A sign designates an entrance to the MedStar Georgetown University Hospital in Washington. (Molly Riley/AP)

Hospitals throughout MedStar Health’s network continued to face problems with their online systems Wednesday, two days after a cyberattack crippled the health-care giant’s email and patient records databases.

“Our electronic medical records system is working,” spokeswoman Ann Nickels said. “Individual work stations may not be working.”

MedStar also issued a statement Wednesday saying that “the three main clinical information systems supporting patient care are moving to full restoration, and enhanced functionality continues to be added to other systems.”

But what systems worked and where varied, according to staffers reached by The Washington Post.

“In the inpatient units that I’m aware of, everything is off. The computers are off,” said Stephen Frum, a labor representative for National Nurses United who has worked closely with MedStar for 15 years. “The system may be working, but if no one can access it, what use is that?”

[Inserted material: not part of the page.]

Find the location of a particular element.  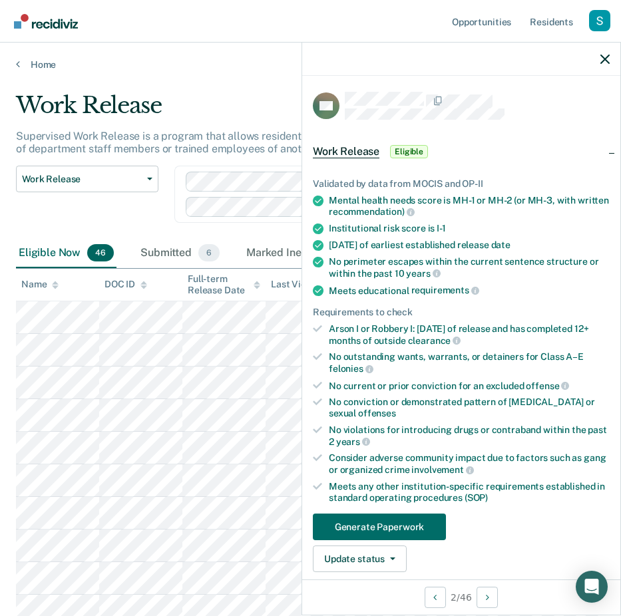

div: Last Viewed is located at coordinates (303, 284).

The $5 billion health-care provider, which operates 10 hospitals and more than 250 outpatient medical centers in the Washington region, has contended with the crisis since early Monday, frustrating patients and staff members, some of whom asserted that the problems have been worse than MedStar has acknowledged.

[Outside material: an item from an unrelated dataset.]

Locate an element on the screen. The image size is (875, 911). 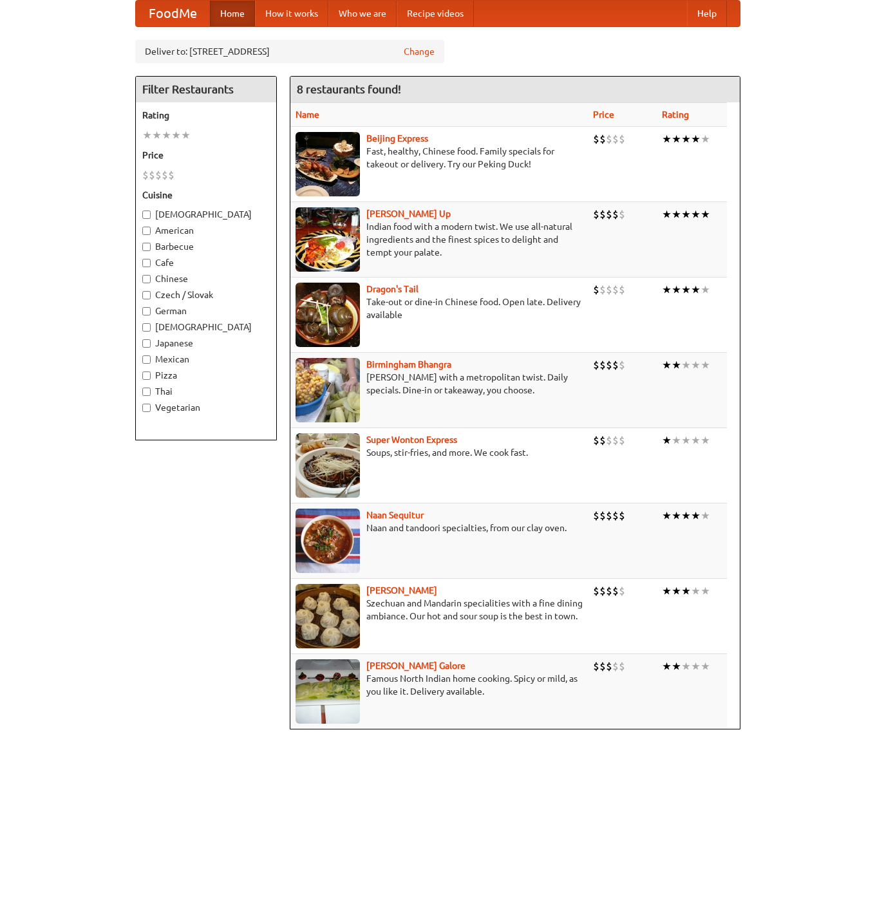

On Wednesday morning, The Post surveyed emergency departments at nine MedStar hospitals, and staff members at four of them — including Georgetown University Hospital and Good Samaritan Hospital in Baltimore — said their computers remained offline. Staffers at two hospitals declined to comment on the state of their computer systems. The rest indicated that some systems and computers were working.

A psychologist who works in an outpatient medical center in the District said staffers in her office were able to access the primary medical records database but still had to fax prescriptions.

At MedStar Washington Hospital Center, an emergency-room nurse said that by Wednesday afternoon, her department was “almost fully functional” but that other floors “still have no access to any systems.”

Still, MedStar officials said they had “continued to provide care approximating our normal volume levels,” according to a news release Wednesday afternoon. MedStar officials estimated that the system’s medical personnel had seen more than 6,000 patients and performed 782 surgeries since Monday.

MedStar Health turns away patients after likely ‘ransomware’ cyberattack

Officials in the hospital network have refused to characterize Monday’s cyberattack as “ransomware,” a virus that holds systems hostage until victims pay for a key to regain access. But a number of employees reported seeing a pop-up on their computer screens seeking payment in bitcoins, an Internet currency. One woman who works at MedStar Southern Maryland Hospital Center sent The Post an image of the ransom note, which demanded that the organization pay 45 bitcoins — equivalent to about $19,000 — in exchange for a digital key that would release the inaccessible data.

“You just have 10 days to send us the Bitcoin,” the note read. “After 10 days we will remove your private key and it’s impossible to recover your files.”

The cyberattack is being investigated by the FBI just weeks after similar episodes at hospitals in Kentucky and California.

The health-care industry is considered particularly vulnerable to ransomware attacks, but such incursions are on the rise everywhere as more victims pay. In a nine-month period in 2014, the FBI investigated 1,838 complaints of such attacks, which cost those targeted more than $23.7 million. In 2015, agents investigated 2,453 complaints in attacks that cost targets $24.1 million.

These hackers can hold a town hostage. And they want ransom paid in bitcoin.

On Tuesday, Nickels said that MedStar’s facilities, which stretch between Arlington and Baltimore, have operated safely throughout the crisis.

But some patients’ appointments were cancelled Monday and Tuesday, and two nurses and a doctor described serious challenges treating patients without having access to sophisticated computer systems and records.

Medical staffers turned to seldom-used paper records that had to be faxed or hand-delivered. Paper charts are far less comprehensive than digital records. They can be missing vital pieces of patient information such as medical histories, drugs prescribed, allergies to medicines and treatment plans.

“It’s really a very difficult situation to deal with,” said a doctor who works for MedStar at a District location. “It’s a serious warning to other health-care systems.”